Neisa López, 29, was allegedly murdered by a former police officer convicted of killing his wife and attacking his sister-in-law. The man, who was on probation for being a cancer patient, stabbed the young woman, who worked as her nurse and who has become the ninth victim of femicide in Cuba so far this year.
His death gave him know the Women’s Network of Cuba this Friday, which also confirmed the sexist murder of Arisdani Viamontes Tomás, 43 years old and mother of a 19-year-old girl. The woman, originally from Camagüey, was allegedly murdered by her partner on January 27 after telling her your intention to file for divorce.
The case of Neisa López, from Bayamo, in Granma, is however the most shocking due to the accumulation of negligence that surrounds it. Mother of two children aged eight and four years respectively, the nurse cared for her alleged murderer without knowing her criminal record, according to her stepmother, Lien Alvarado Cruz, in a post on Facebook.
According to his version, when he learned of his situation, he submitted his resignation, but his victimizer did not accept it, starting a wave of threats and harassment. Alvarado Cruz affirms that the young woman reported him to the Municipal Unit of the National Police in Bayamo, where the case did not progress “as usual.”
On the day of her murder, the subject waited for her at the exit of her new job and stabbed her as many times as “years before he gave his wife.” “He turned himself in, admitting it. He said like this: ‘I already killed her, so what?’, He pointed out.
Mother of two children of eight and four years respectively, the nurse cared for his alleged murderer without knowing his criminal record
Previous feminicide occurred last Friday in Camalote, Camagüey, a fact that generated great commotion among Cubans due to the conditions and the escalation of violence in the province. Leidy Bacallao Santana, 17, sought refuge in the police station after threats from her ex-partner, Elesvan Hidalgo, a 50-year-old man, but he chased her and ended up killing her with a machete in the police unit.
In the absence of official statistics, the collective Yo Sí te Creo, Alas Tensas and the Red Femenina keep a count of the cases of sexist violence that at the end of 2022 claimed the lives of 36 Cuban women. In addition, seven attempted femicides and two matricides were recorded.
In the midst of the escalation of deaths due to sexist violence, the official press came out this Friday with an article in cubadebate in which he does not offer any figures for femicides and argues that it is not known “if more women are actually dying” on the Island, because “we do not have all the data we need”, a record that should be kept by the Ministry of the Interior.
The official newspaper alleges that the closest instruments to measure gender violence correspond to a 2019 report on compliance with the UN 2030 Agenda and a 2016 survey. The first document reported that the femicide rate was 0 99 per 100,000 women aged 15 or over, while in the second it was confirmed that 39.6% of Cuban women have suffered violence at some point in their lives.
cubadebate recognizes the need to have timely statistics to “portray the real state of the problem beyond nuances and instrumentalizations”, where traits such as the ages of the victims and their perpetrators, areas with the highest frequency of violence, contexts “that motivate the facts” and “cultural causes”.
The cases of male violence at the end of 2022 claimed the lives of 36 Cuban women. In addition, seven attempted femicides were registered.
The lack of public data is one of the main claims of the groups, as well as the inclusion of femicide as an aggravating circumstance or offense defined in the Penal Code. The Women’s Network in Cuba advocates for a new legal body that guarantees care and response to victims, since the Island is the only country in the Western Hemisphere that does not have a comprehensive law against sexist violence.
In its latest petition, the group demands a reform of the justice system that goes through the training of judges and public order agents on sexist violence to the creation of special courts or police stations with female staff. In the same way, it asks that investigation procedures be established, and that the “gender initiatives and spaces of civil society” be respected.
In addition to prevention, the group believes that a comprehensive law should include care and assistance for survivors and their families, especially for minor children or children under custody. In the last three years, he added, 102 women have died as victims of male violence.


Activity: Pull every line that includes the word "points" out of the data below and copy it.

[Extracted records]
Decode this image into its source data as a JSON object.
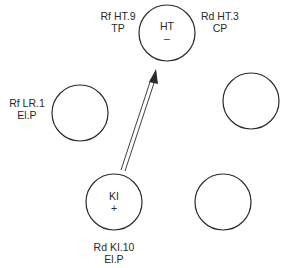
{
  "points": {
    "ht": {
      "name": "HT",
      "sign": "–",
      "label_left": [
        "Rf HT.9",
        "TP"
      ],
      "label_right": [
        "Rd HT.3",
        "CP"
      ]
    },
    "lr": {
      "label": [
        "Rf LR.1",
        "El.P"
      ]
    },
    "ki": {
      "name": "KI",
      "sign": "+",
      "label": [
        "Rd KI.10",
        "El.P"
      ]
    }
  },
  "arrow": {
    "from": "KI",
    "to": "HT",
    "style": "double-line"
  },
  "colors": {
    "stroke": "#2a2a2a",
    "background": "#ffffff"
  }
}
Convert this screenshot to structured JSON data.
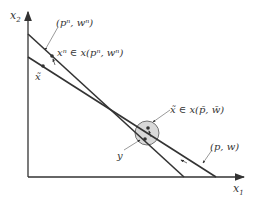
{
  "axes": {
    "x_label": "x",
    "x_sub": "1",
    "y_label": "x",
    "y_sub": "2"
  },
  "labels": {
    "pn_wn": "(pⁿ, wⁿ)",
    "xn_in": "xⁿ ∈ x(pⁿ, wⁿ)",
    "x_tilde": "x̃",
    "x_tilde_in": "x̃ ∈ x(p̄, w̄)",
    "p_w": "(p, w)",
    "y": "y"
  },
  "colors": {
    "line": "#333333",
    "circle_fill": "#d9d9d9"
  }
}
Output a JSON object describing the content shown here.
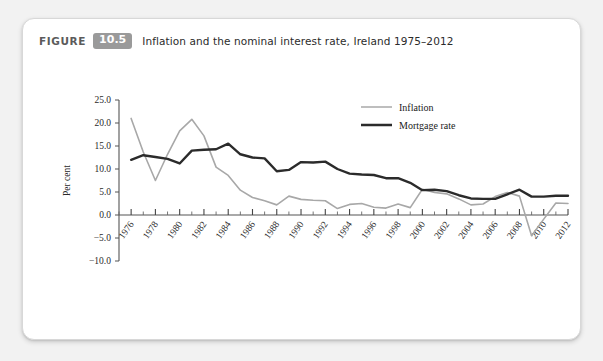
{
  "figure": {
    "label": "FIGURE",
    "number": "10.5",
    "title": "Inflation and the nominal interest rate, Ireland 1975–2012",
    "badge_color": "#9a9a9a"
  },
  "chart_data": {
    "type": "line",
    "title": "Inflation and the nominal interest rate, Ireland 1975–2012",
    "xlabel": "",
    "ylabel": "Per cent",
    "xlim": [
      1975,
      2012
    ],
    "ylim": [
      -10.0,
      25.0
    ],
    "grid": false,
    "legend_position": "top-right",
    "y_ticks": [
      25.0,
      20.0,
      15.0,
      10.0,
      5.0,
      0.0,
      -5.0,
      -10.0
    ],
    "y_tick_labels": [
      "25.0",
      "20.0",
      "15.0",
      "10.0",
      "5.0",
      "0.0",
      "−5.0",
      "−10.0"
    ],
    "x_ticks": [
      1976,
      1978,
      1980,
      1982,
      1984,
      1986,
      1988,
      1990,
      1992,
      1994,
      1996,
      1998,
      2000,
      2002,
      2004,
      2006,
      2008,
      2010,
      2012
    ],
    "x_tick_labels": [
      "1976",
      "1978",
      "1980",
      "1982",
      "1984",
      "1986",
      "1988",
      "1990",
      "1992",
      "1994",
      "1996",
      "1998",
      "2000",
      "2002",
      "2004",
      "2006",
      "2008",
      "2010",
      "2012"
    ],
    "x_minor_ticks": [
      1975,
      1977,
      1979,
      1981,
      1983,
      1985,
      1987,
      1989,
      1991,
      1993,
      1995,
      1997,
      1999,
      2001,
      2003,
      2005,
      2007,
      2009,
      2011
    ],
    "x": [
      1976,
      1977,
      1978,
      1979,
      1980,
      1981,
      1982,
      1983,
      1984,
      1985,
      1986,
      1987,
      1988,
      1989,
      1990,
      1991,
      1992,
      1993,
      1994,
      1995,
      1996,
      1997,
      1998,
      1999,
      2000,
      2001,
      2002,
      2003,
      2004,
      2005,
      2006,
      2007,
      2008,
      2009,
      2010,
      2011,
      2012
    ],
    "series": [
      {
        "name": "Inflation",
        "color": "#a8a8a8",
        "width": 1.6,
        "values": [
          21.0,
          13.7,
          7.5,
          13.2,
          18.3,
          20.8,
          17.2,
          10.4,
          8.6,
          5.4,
          3.8,
          3.1,
          2.2,
          4.1,
          3.4,
          3.2,
          3.1,
          1.4,
          2.3,
          2.5,
          1.7,
          1.5,
          2.4,
          1.6,
          5.6,
          4.9,
          4.6,
          3.5,
          2.2,
          2.4,
          4.0,
          4.9,
          4.1,
          -4.5,
          -0.9,
          2.6,
          2.5
        ]
      },
      {
        "name": "Mortgage rate",
        "color": "#2b2b2b",
        "width": 2.4,
        "values": [
          12.0,
          13.0,
          12.6,
          12.2,
          11.2,
          14.0,
          14.2,
          14.3,
          15.5,
          13.2,
          12.5,
          12.3,
          9.5,
          9.8,
          11.5,
          11.4,
          11.6,
          10.0,
          9.0,
          8.8,
          8.7,
          8.0,
          8.0,
          7.0,
          5.4,
          5.5,
          5.2,
          4.3,
          3.6,
          3.5,
          3.5,
          4.5,
          5.5,
          4.0,
          4.0,
          4.2,
          4.2
        ]
      }
    ]
  }
}
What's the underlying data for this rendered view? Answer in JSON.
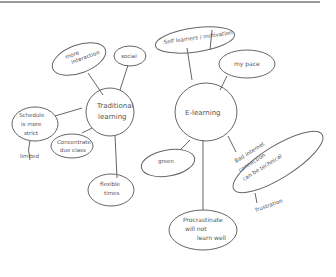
{
  "diagram": {
    "type": "mind-map",
    "style": "hand-drawn pencil on paper",
    "central_nodes": [
      {
        "id": "traditional",
        "label_lines": [
          "Traditional",
          "learning"
        ],
        "branches": [
          {
            "id": "more-interaction",
            "label_lines": [
              "more",
              "interaction"
            ]
          },
          {
            "id": "social",
            "label_lines": [
              "social"
            ]
          },
          {
            "id": "schedule",
            "label_lines": [
              "Schedule",
              "is more",
              "strict"
            ],
            "children": [
              {
                "id": "limited",
                "label_lines": [
                  "limited"
                ]
              }
            ]
          },
          {
            "id": "concentration",
            "label_lines": [
              "Concentrate",
              "due class"
            ]
          },
          {
            "id": "flexible-times",
            "label_lines": [
              "flexible",
              "times"
            ]
          }
        ]
      },
      {
        "id": "elearning",
        "label_lines": [
          "E-learning"
        ],
        "branches": [
          {
            "id": "self-learners",
            "label_lines": [
              "Self learners / motivation"
            ]
          },
          {
            "id": "my-pace",
            "label_lines": [
              "my pace"
            ]
          },
          {
            "id": "green",
            "label_lines": [
              "green"
            ]
          },
          {
            "id": "bad-internet",
            "label_lines": [
              "Bad internet",
              "connection",
              "can be technical"
            ],
            "children": [
              {
                "id": "frustration",
                "label_lines": [
                  "frustration"
                ]
              }
            ]
          },
          {
            "id": "procrastinate",
            "label_lines": [
              "Procrastinate",
              "will not",
              "learn well"
            ]
          }
        ]
      }
    ]
  }
}
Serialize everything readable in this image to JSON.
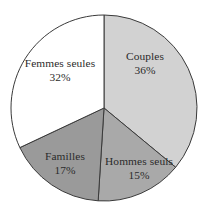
{
  "chart_data": {
    "type": "pie",
    "title": "",
    "subtitle": "",
    "xlabel": "",
    "ylabel": "",
    "legend_position": "none",
    "grid": false,
    "labels_on_slices": true,
    "value_suffix": "%",
    "categories": [
      "Couples",
      "Hommes seuls",
      "Familles",
      "Femmes seules"
    ],
    "values": [
      36,
      15,
      17,
      32
    ],
    "slices": [
      {
        "label": "Couples",
        "value": 36,
        "value_text": "36%",
        "color": "#d2d2d2",
        "start_angle_deg": 0,
        "end_angle_deg": 129.6
      },
      {
        "label": "Hommes seuls",
        "value": 15,
        "value_text": "15%",
        "color": "#a9a9a9",
        "start_angle_deg": 129.6,
        "end_angle_deg": 183.6
      },
      {
        "label": "Familles",
        "value": 17,
        "value_text": "17%",
        "color": "#9a9a9a",
        "start_angle_deg": 183.6,
        "end_angle_deg": 244.8
      },
      {
        "label": "Femmes seules",
        "value": 32,
        "value_text": "32%",
        "color": "#ffffff",
        "start_angle_deg": 244.8,
        "end_angle_deg": 360
      }
    ],
    "geometry": {
      "center_x": 104,
      "center_y": 108,
      "radius": 93,
      "start_at_twelve_oclock": true,
      "direction": "clockwise"
    },
    "style": {
      "background": "#ffffff",
      "outline_color": "#3a3a3a",
      "outline_width": 1,
      "label_color": "#2b2b2b"
    }
  }
}
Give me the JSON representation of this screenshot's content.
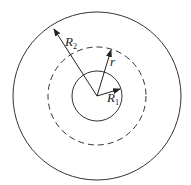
{
  "diagram": {
    "center": {
      "x": 97,
      "y": 96
    },
    "circles": [
      {
        "name": "outer",
        "radius": 84,
        "style": "solid"
      },
      {
        "name": "gaussian-surface",
        "radius": 49,
        "style": "dashed"
      },
      {
        "name": "inner",
        "radius": 25,
        "style": "solid"
      }
    ],
    "labels": {
      "R2": {
        "base": "R",
        "sub": "2"
      },
      "r": {
        "base": "r"
      },
      "R1": {
        "base": "R",
        "sub": "1"
      }
    },
    "stroke_color": "#333333"
  }
}
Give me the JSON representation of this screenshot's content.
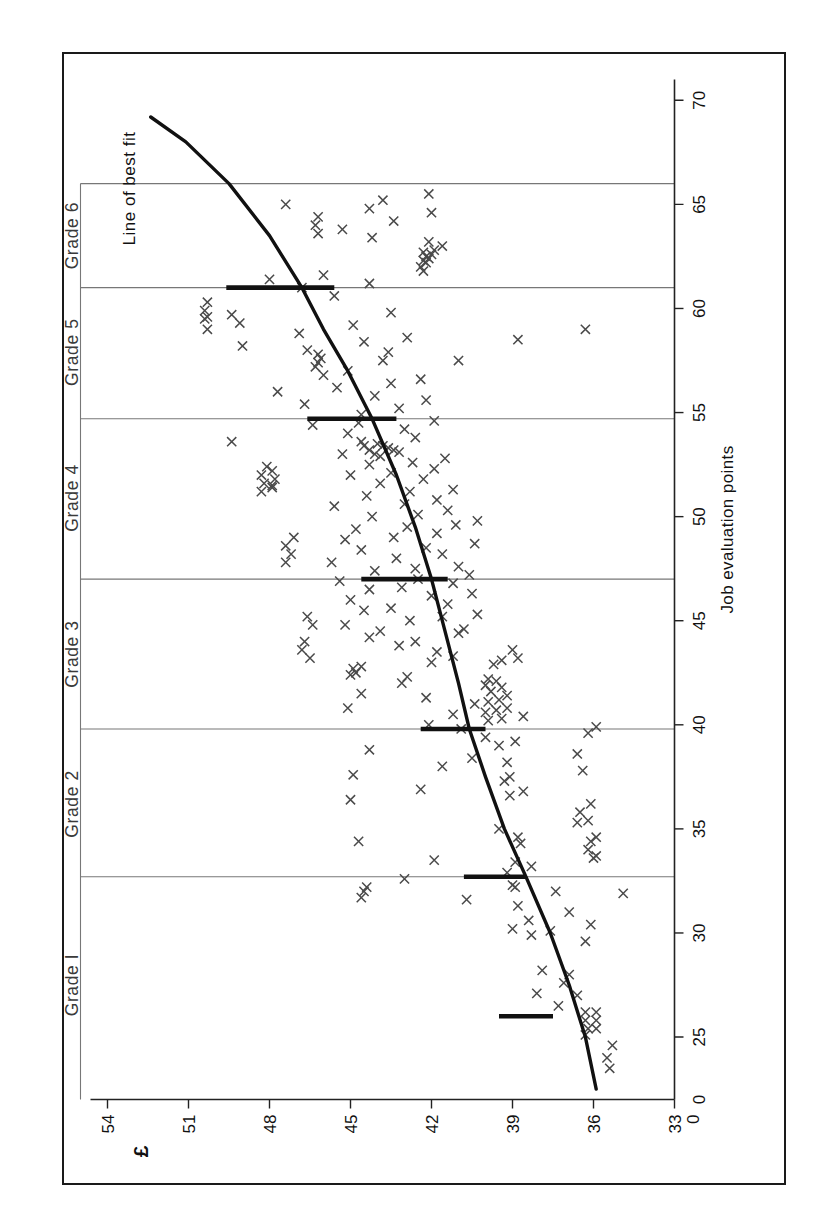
{
  "chart_data": {
    "type": "scatter",
    "title": "",
    "xlabel": "Job evaluation points",
    "ylabel": "£",
    "xlim": [
      22,
      71
    ],
    "ylim": [
      33,
      55
    ],
    "x_ticks": [
      0,
      25,
      30,
      35,
      40,
      45,
      50,
      55,
      60,
      65,
      70
    ],
    "x_tick_labels": [
      "0",
      "25",
      "30",
      "35",
      "40",
      "45",
      "50",
      "55",
      "60",
      "65",
      "70"
    ],
    "y_ticks": [
      33,
      36,
      39,
      42,
      45,
      48,
      51,
      54
    ],
    "y_tick_labels": [
      "33",
      "36",
      "39",
      "42",
      "45",
      "48",
      "51",
      "54"
    ],
    "y_axis_break_label": "0",
    "grid": false,
    "legend_position": "none",
    "annotations": [
      {
        "text": "Line of best fit",
        "x": 68.5,
        "y": 53.0
      }
    ],
    "grade_labels": [
      "Grade I",
      "Grade 2",
      "Grade 3",
      "Grade 4",
      "Grade 5",
      "Grade 6"
    ],
    "grade_boundaries": [
      32.7,
      39.8,
      47.0,
      54.7,
      61.0,
      66.0
    ],
    "grade_label_positions": [
      27.5,
      36.2,
      43.4,
      50.9,
      57.9,
      63.5
    ],
    "grade_rate_bars": [
      {
        "grade": "Grade I",
        "x": 26.0,
        "y_low": 37.5,
        "y_high": 39.5
      },
      {
        "grade": "Grade 2",
        "x": 32.7,
        "y_low": 38.5,
        "y_high": 40.8
      },
      {
        "grade": "Grade 3",
        "x": 39.8,
        "y_low": 40.0,
        "y_high": 42.4
      },
      {
        "grade": "Grade 4",
        "x": 47.0,
        "y_low": 41.4,
        "y_high": 44.6
      },
      {
        "grade": "Grade 5",
        "x": 54.7,
        "y_low": 43.3,
        "y_high": 46.6
      },
      {
        "grade": "Grade 6",
        "x": 61.0,
        "y_low": 45.6,
        "y_high": 49.6
      }
    ],
    "series": [
      {
        "name": "Line of best fit",
        "type": "line",
        "points": [
          [
            22.5,
            35.9
          ],
          [
            25.0,
            36.3
          ],
          [
            27.5,
            36.9
          ],
          [
            30.0,
            37.6
          ],
          [
            32.7,
            38.5
          ],
          [
            35.0,
            39.3
          ],
          [
            37.5,
            40.0
          ],
          [
            39.8,
            40.6
          ],
          [
            42.0,
            41.0
          ],
          [
            44.5,
            41.5
          ],
          [
            47.0,
            42.0
          ],
          [
            49.5,
            42.6
          ],
          [
            52.0,
            43.3
          ],
          [
            54.7,
            44.2
          ],
          [
            57.0,
            45.1
          ],
          [
            59.0,
            46.0
          ],
          [
            61.0,
            46.8
          ],
          [
            63.5,
            48.0
          ],
          [
            66.0,
            49.5
          ],
          [
            68.0,
            51.1
          ],
          [
            69.2,
            52.4
          ]
        ]
      },
      {
        "name": "Individual employee salaries",
        "type": "scatter",
        "marker": "x",
        "points": [
          [
            24.6,
            35.3
          ],
          [
            25.1,
            36.3
          ],
          [
            25.4,
            36.2
          ],
          [
            25.8,
            36.3
          ],
          [
            25.4,
            35.9
          ],
          [
            25.8,
            35.9
          ],
          [
            26.2,
            36.3
          ],
          [
            26.2,
            35.9
          ],
          [
            26.5,
            37.3
          ],
          [
            27.0,
            36.6
          ],
          [
            27.1,
            38.1
          ],
          [
            27.6,
            37.1
          ],
          [
            28.0,
            36.9
          ],
          [
            28.2,
            37.9
          ],
          [
            29.6,
            36.3
          ],
          [
            29.9,
            38.3
          ],
          [
            30.1,
            37.6
          ],
          [
            30.2,
            39.0
          ],
          [
            30.6,
            38.4
          ],
          [
            31.0,
            36.9
          ],
          [
            31.3,
            38.8
          ],
          [
            31.6,
            40.7
          ],
          [
            31.7,
            44.6
          ],
          [
            32.0,
            44.5
          ],
          [
            32.2,
            44.4
          ],
          [
            32.2,
            38.9
          ],
          [
            32.3,
            39.0
          ],
          [
            32.0,
            37.4
          ],
          [
            32.6,
            43.0
          ],
          [
            32.9,
            39.2
          ],
          [
            33.2,
            38.3
          ],
          [
            33.4,
            38.9
          ],
          [
            33.5,
            41.9
          ],
          [
            33.6,
            36.0
          ],
          [
            33.7,
            35.9
          ],
          [
            34.0,
            36.2
          ],
          [
            34.4,
            36.1
          ],
          [
            34.6,
            35.9
          ],
          [
            34.3,
            38.7
          ],
          [
            34.6,
            38.8
          ],
          [
            35.0,
            39.5
          ],
          [
            35.3,
            36.6
          ],
          [
            35.4,
            36.2
          ],
          [
            35.8,
            36.5
          ],
          [
            36.2,
            36.1
          ],
          [
            36.6,
            39.1
          ],
          [
            36.8,
            38.6
          ],
          [
            36.9,
            42.4
          ],
          [
            37.3,
            39.3
          ],
          [
            37.5,
            39.1
          ],
          [
            37.8,
            36.4
          ],
          [
            38.0,
            41.6
          ],
          [
            38.2,
            39.2
          ],
          [
            38.4,
            40.5
          ],
          [
            38.6,
            36.6
          ],
          [
            38.8,
            44.3
          ],
          [
            39.0,
            39.5
          ],
          [
            39.2,
            38.9
          ],
          [
            39.4,
            40.0
          ],
          [
            39.6,
            36.2
          ],
          [
            39.8,
            40.9
          ],
          [
            39.9,
            35.9
          ],
          [
            40.0,
            42.1
          ],
          [
            40.2,
            39.9
          ],
          [
            40.3,
            39.4
          ],
          [
            40.4,
            38.6
          ],
          [
            40.5,
            41.2
          ],
          [
            40.6,
            40.0
          ],
          [
            40.7,
            39.6
          ],
          [
            40.8,
            39.2
          ],
          [
            41.0,
            40.4
          ],
          [
            41.1,
            39.9
          ],
          [
            41.2,
            39.5
          ],
          [
            41.3,
            42.2
          ],
          [
            41.4,
            39.2
          ],
          [
            41.5,
            44.6
          ],
          [
            41.6,
            39.8
          ],
          [
            41.8,
            39.4
          ],
          [
            41.9,
            40.0
          ],
          [
            42.0,
            43.1
          ],
          [
            42.1,
            39.6
          ],
          [
            42.2,
            39.9
          ],
          [
            42.3,
            42.9
          ],
          [
            42.4,
            45.0
          ],
          [
            42.5,
            44.8
          ],
          [
            42.7,
            44.9
          ],
          [
            42.8,
            44.6
          ],
          [
            42.9,
            39.7
          ],
          [
            43.0,
            42.0
          ],
          [
            43.1,
            39.4
          ],
          [
            43.2,
            38.8
          ],
          [
            43.3,
            41.2
          ],
          [
            43.5,
            41.8
          ],
          [
            43.6,
            39.0
          ],
          [
            43.8,
            43.2
          ],
          [
            44.0,
            42.6
          ],
          [
            44.2,
            44.3
          ],
          [
            44.4,
            41.0
          ],
          [
            44.5,
            43.9
          ],
          [
            44.6,
            40.8
          ],
          [
            44.8,
            45.2
          ],
          [
            45.0,
            42.8
          ],
          [
            45.2,
            41.6
          ],
          [
            45.3,
            40.3
          ],
          [
            45.5,
            44.5
          ],
          [
            45.6,
            43.5
          ],
          [
            45.8,
            41.4
          ],
          [
            46.0,
            45.0
          ],
          [
            46.2,
            42.0
          ],
          [
            46.3,
            40.5
          ],
          [
            46.5,
            44.3
          ],
          [
            46.6,
            43.1
          ],
          [
            46.8,
            41.2
          ],
          [
            46.9,
            45.4
          ],
          [
            47.0,
            42.5
          ],
          [
            47.2,
            40.6
          ],
          [
            47.4,
            44.1
          ],
          [
            47.5,
            42.6
          ],
          [
            47.6,
            41.0
          ],
          [
            47.8,
            45.7
          ],
          [
            48.0,
            43.3
          ],
          [
            48.2,
            41.6
          ],
          [
            48.4,
            44.6
          ],
          [
            48.5,
            42.2
          ],
          [
            48.7,
            40.4
          ],
          [
            48.9,
            45.2
          ],
          [
            49.0,
            43.4
          ],
          [
            49.2,
            41.8
          ],
          [
            49.4,
            44.8
          ],
          [
            49.5,
            42.9
          ],
          [
            49.6,
            41.1
          ],
          [
            49.8,
            40.3
          ],
          [
            50.0,
            44.2
          ],
          [
            50.1,
            42.5
          ],
          [
            50.3,
            41.4
          ],
          [
            50.5,
            45.6
          ],
          [
            50.6,
            43.0
          ],
          [
            50.8,
            41.8
          ],
          [
            51.0,
            44.4
          ],
          [
            51.2,
            42.8
          ],
          [
            51.3,
            41.2
          ],
          [
            51.5,
            47.9
          ],
          [
            51.6,
            43.9
          ],
          [
            51.8,
            42.3
          ],
          [
            52.0,
            45.0
          ],
          [
            52.1,
            43.5
          ],
          [
            52.3,
            41.9
          ],
          [
            52.5,
            44.3
          ],
          [
            52.6,
            42.7
          ],
          [
            52.8,
            41.5
          ],
          [
            53.0,
            45.3
          ],
          [
            53.1,
            43.2
          ],
          [
            53.2,
            43.4
          ],
          [
            53.3,
            43.6
          ],
          [
            53.4,
            43.8
          ],
          [
            53.5,
            44.0
          ],
          [
            53.2,
            44.3
          ],
          [
            53.4,
            44.5
          ],
          [
            53.6,
            44.6
          ],
          [
            53.0,
            44.1
          ],
          [
            52.9,
            43.9
          ],
          [
            53.6,
            49.4
          ],
          [
            53.8,
            42.6
          ],
          [
            54.0,
            45.1
          ],
          [
            54.2,
            43.0
          ],
          [
            54.4,
            46.4
          ],
          [
            54.5,
            44.7
          ],
          [
            54.6,
            41.9
          ],
          [
            54.9,
            44.6
          ],
          [
            55.2,
            43.2
          ],
          [
            55.4,
            46.7
          ],
          [
            55.6,
            42.2
          ],
          [
            55.8,
            44.1
          ],
          [
            56.0,
            47.7
          ],
          [
            56.2,
            45.5
          ],
          [
            56.4,
            43.5
          ],
          [
            56.6,
            42.4
          ],
          [
            56.8,
            46.0
          ],
          [
            57.0,
            45.1
          ],
          [
            57.2,
            46.3
          ],
          [
            57.4,
            46.2
          ],
          [
            57.6,
            46.1
          ],
          [
            57.8,
            46.2
          ],
          [
            57.5,
            43.8
          ],
          [
            57.9,
            43.6
          ],
          [
            58.0,
            46.6
          ],
          [
            58.2,
            49.0
          ],
          [
            58.4,
            44.5
          ],
          [
            58.6,
            42.9
          ],
          [
            58.8,
            46.9
          ],
          [
            59.0,
            50.3
          ],
          [
            59.2,
            44.9
          ],
          [
            59.3,
            49.1
          ],
          [
            59.5,
            50.4
          ],
          [
            59.6,
            50.3
          ],
          [
            59.7,
            49.4
          ],
          [
            59.8,
            43.5
          ],
          [
            59.9,
            50.4
          ],
          [
            59.0,
            36.3
          ],
          [
            58.5,
            38.8
          ],
          [
            57.5,
            41.0
          ],
          [
            60.3,
            50.3
          ],
          [
            60.6,
            45.6
          ],
          [
            61.0,
            46.8
          ],
          [
            61.2,
            44.3
          ],
          [
            61.4,
            48.0
          ],
          [
            61.6,
            46.0
          ],
          [
            61.8,
            42.3
          ],
          [
            62.0,
            42.4
          ],
          [
            62.2,
            42.2
          ],
          [
            62.3,
            42.3
          ],
          [
            62.4,
            42.1
          ],
          [
            62.5,
            42.2
          ],
          [
            62.6,
            42.0
          ],
          [
            62.7,
            42.3
          ],
          [
            62.8,
            41.9
          ],
          [
            63.0,
            41.6
          ],
          [
            63.2,
            42.1
          ],
          [
            63.4,
            44.2
          ],
          [
            63.6,
            46.2
          ],
          [
            63.8,
            45.3
          ],
          [
            64.0,
            46.3
          ],
          [
            64.2,
            43.4
          ],
          [
            64.4,
            46.2
          ],
          [
            64.6,
            42.0
          ],
          [
            64.8,
            44.3
          ],
          [
            65.0,
            47.4
          ],
          [
            65.2,
            43.8
          ],
          [
            65.5,
            42.1
          ],
          [
            44.0,
            46.7
          ],
          [
            43.6,
            46.8
          ],
          [
            43.2,
            46.5
          ],
          [
            45.2,
            46.6
          ],
          [
            44.8,
            46.4
          ],
          [
            47.8,
            47.4
          ],
          [
            48.2,
            47.2
          ],
          [
            48.6,
            47.4
          ],
          [
            49.0,
            47.1
          ],
          [
            51.2,
            48.3
          ],
          [
            51.6,
            48.2
          ],
          [
            52.0,
            48.3
          ],
          [
            52.4,
            48.1
          ],
          [
            51.4,
            47.9
          ],
          [
            51.8,
            47.8
          ],
          [
            52.2,
            47.9
          ],
          [
            34.4,
            44.7
          ],
          [
            36.4,
            45.0
          ],
          [
            37.6,
            44.9
          ],
          [
            40.8,
            45.1
          ],
          [
            23.5,
            35.4
          ],
          [
            24.0,
            35.5
          ],
          [
            30.4,
            36.1
          ],
          [
            31.9,
            34.9
          ]
        ]
      }
    ]
  },
  "figure": {
    "outer_border": true,
    "background_color": "#ffffff",
    "ink_color": "#111111",
    "band_line_color": "#777777"
  }
}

Expected answer:
  "points": {
    "xlabel": "Job evaluation points",
        "points": [
        "points": [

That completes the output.